The Centers for Disease Control and Prevention hinted at promising news on the obesity front last week. The CDC's annual survey of the health status of Americans revealed obesity rose in 2012 at its slowest pace in a decade and, statistically speaking, may not have risen at all. Some experts said more slowly expanding waistlines may be a sign people are finally responding to a smattering of policy initiatives and an outpouring of national concern about its long-term impact on the nation's economy.
The adult obesity rate ticked up slightly to 28.9% in 2012. The 0.2% increase from the 2011 rate was the slowest rise in adult obesity since 2003.
“We're getting close to being able to start turning back the obesity epidemic, but there's still a lot of work to be done,” Richard Hamburg, deputy director of the Trust for America's Health, said about the new CDC figures.
Americans now rank among the fattest people on earth after the national obesity rate rose from 19.4% in 1997 to 28.9% in 2012. The slower growth rate more recently may be an effect of the growing number of federal initiatives aimed at decreasing calorie-intake and encouraging more active lifestyles. First lady Michelle Obama has made fighting childhood obesity a centerpiece of her time in the White House.
The Obama administration is pouring about $70 million a year into local health promotion efforts through a Prevention and Public Health Fund, which included $10 million in fiscal 2012 to bolster state programs on “nutrition, physical activity and obesity,” according to HHS. Another $5 million was spent on child-focused obesity prevention programs.
However, the authorization has come under repeated assault on Capitol Hill, where last April the House of Representatives voted largely along party lines to eliminate the programs along with the rest of the Patient Protection and Affordable Care Act's 10-year, $15 billion appropriation for public health. Republicans branded it a “slush fund” for HHS.
Yet there is rising support across the nation and on both sides of the aisle to continue doing something about the obesity problem. Last week, the American Medical Association voted to label obesity a disease, which supporters hope will spur payers to fund medical approaches to treatment. Medicare is also being pushed to expand its anti-obesity efforts for the elderly and disabled.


• What you need to do: Count up every line of the data in which "JSON" occurs. The reply is one number and nothing more.

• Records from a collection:

__________

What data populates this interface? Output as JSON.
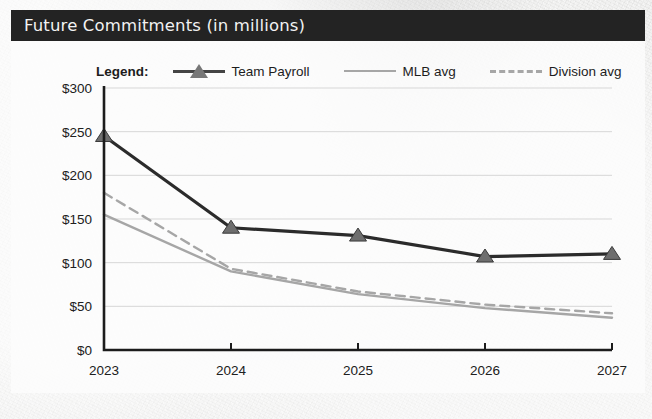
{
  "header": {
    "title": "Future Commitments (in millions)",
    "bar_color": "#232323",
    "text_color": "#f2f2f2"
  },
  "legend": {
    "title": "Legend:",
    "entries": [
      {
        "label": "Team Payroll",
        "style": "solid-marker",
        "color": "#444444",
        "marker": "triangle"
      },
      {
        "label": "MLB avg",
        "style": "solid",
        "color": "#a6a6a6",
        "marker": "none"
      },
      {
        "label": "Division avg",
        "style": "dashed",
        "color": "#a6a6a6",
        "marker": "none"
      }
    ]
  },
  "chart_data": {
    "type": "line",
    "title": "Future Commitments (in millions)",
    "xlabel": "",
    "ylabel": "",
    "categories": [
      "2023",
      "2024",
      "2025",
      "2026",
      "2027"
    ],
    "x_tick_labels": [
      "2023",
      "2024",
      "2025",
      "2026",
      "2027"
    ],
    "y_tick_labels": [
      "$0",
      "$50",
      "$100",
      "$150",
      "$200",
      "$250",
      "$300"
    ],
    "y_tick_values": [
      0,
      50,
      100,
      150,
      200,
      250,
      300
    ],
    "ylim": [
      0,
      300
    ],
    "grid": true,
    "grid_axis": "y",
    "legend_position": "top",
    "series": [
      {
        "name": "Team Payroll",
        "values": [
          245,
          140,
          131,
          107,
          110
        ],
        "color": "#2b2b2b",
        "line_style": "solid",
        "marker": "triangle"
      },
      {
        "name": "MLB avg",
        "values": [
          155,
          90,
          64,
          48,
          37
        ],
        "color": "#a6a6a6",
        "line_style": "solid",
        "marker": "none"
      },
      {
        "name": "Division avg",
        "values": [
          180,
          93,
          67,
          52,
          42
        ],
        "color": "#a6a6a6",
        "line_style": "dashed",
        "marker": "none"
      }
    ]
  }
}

__________

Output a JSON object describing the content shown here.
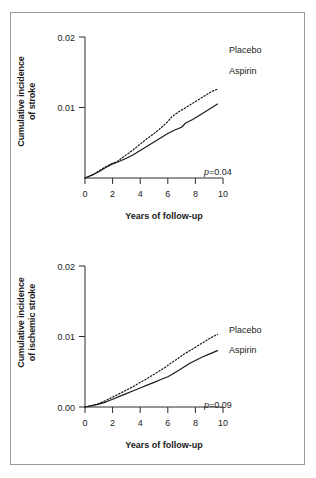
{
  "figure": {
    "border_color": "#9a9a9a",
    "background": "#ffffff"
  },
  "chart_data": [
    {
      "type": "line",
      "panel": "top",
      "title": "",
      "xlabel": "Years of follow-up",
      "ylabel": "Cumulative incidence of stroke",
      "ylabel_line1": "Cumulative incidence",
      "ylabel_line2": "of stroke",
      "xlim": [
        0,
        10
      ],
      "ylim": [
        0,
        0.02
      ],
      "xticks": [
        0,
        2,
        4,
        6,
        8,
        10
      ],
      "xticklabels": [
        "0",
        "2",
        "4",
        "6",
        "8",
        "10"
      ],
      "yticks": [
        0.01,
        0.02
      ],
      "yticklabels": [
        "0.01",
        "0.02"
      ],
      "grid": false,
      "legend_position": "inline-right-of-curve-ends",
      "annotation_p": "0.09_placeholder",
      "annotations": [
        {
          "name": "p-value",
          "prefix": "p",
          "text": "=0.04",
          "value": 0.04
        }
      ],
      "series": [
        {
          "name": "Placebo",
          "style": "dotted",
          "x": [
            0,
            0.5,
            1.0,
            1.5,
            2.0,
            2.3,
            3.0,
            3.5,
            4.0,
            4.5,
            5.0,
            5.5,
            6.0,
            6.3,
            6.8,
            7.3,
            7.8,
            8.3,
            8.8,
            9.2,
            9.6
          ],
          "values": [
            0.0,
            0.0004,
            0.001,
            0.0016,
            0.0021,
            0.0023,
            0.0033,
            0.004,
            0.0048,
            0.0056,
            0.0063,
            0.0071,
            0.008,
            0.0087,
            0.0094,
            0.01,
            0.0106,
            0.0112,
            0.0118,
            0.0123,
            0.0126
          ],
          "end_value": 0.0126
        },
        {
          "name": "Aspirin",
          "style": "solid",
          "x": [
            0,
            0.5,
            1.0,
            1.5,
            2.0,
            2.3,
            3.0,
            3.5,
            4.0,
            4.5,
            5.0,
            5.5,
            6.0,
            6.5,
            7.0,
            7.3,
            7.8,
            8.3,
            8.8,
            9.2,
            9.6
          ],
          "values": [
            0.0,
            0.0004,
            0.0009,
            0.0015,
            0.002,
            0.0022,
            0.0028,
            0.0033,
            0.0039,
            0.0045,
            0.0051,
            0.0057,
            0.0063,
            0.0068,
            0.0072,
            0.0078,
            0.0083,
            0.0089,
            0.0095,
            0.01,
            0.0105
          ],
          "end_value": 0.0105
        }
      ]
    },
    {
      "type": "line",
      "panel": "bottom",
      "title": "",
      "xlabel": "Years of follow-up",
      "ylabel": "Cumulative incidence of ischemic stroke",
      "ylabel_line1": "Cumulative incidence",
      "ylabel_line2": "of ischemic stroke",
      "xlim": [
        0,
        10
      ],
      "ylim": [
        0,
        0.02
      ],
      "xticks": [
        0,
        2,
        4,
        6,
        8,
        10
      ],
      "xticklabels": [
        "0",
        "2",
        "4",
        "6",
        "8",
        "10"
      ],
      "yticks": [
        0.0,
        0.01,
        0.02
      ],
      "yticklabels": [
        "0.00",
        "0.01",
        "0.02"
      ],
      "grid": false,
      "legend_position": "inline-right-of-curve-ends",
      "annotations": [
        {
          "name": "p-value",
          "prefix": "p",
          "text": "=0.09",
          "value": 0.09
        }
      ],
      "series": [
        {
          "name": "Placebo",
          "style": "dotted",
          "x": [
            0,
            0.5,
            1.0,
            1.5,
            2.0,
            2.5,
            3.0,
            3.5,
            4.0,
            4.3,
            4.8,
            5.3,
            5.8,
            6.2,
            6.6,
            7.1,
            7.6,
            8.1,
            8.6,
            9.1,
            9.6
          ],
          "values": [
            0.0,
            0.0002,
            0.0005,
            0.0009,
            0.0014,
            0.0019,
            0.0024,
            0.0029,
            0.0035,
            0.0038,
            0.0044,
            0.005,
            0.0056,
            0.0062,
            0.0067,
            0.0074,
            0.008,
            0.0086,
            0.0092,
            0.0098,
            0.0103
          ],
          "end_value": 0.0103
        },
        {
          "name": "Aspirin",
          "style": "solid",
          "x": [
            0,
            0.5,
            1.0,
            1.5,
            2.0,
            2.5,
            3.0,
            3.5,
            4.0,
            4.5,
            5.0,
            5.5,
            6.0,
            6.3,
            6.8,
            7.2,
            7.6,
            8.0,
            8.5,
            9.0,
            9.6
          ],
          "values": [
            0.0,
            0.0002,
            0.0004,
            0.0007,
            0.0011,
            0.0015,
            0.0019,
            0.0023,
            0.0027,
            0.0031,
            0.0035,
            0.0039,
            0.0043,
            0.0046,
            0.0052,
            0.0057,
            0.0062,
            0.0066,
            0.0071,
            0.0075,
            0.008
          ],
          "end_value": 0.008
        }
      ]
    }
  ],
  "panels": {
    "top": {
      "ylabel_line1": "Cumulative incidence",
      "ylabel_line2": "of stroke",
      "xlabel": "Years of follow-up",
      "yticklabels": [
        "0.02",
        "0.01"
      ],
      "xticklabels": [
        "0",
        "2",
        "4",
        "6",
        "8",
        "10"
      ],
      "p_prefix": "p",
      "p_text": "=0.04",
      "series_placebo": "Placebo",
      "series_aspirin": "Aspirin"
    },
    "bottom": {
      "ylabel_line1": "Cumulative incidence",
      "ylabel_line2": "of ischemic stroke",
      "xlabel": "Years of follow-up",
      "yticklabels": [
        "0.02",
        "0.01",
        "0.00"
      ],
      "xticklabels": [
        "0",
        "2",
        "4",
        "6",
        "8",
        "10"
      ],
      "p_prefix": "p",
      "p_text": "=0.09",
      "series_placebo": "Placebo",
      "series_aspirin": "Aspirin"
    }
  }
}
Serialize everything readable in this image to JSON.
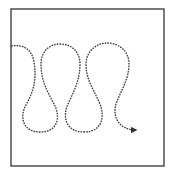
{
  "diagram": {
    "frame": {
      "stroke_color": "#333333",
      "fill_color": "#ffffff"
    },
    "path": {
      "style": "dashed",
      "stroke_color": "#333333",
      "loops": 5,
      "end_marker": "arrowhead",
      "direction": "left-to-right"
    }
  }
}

__________

• Solved exercise: 3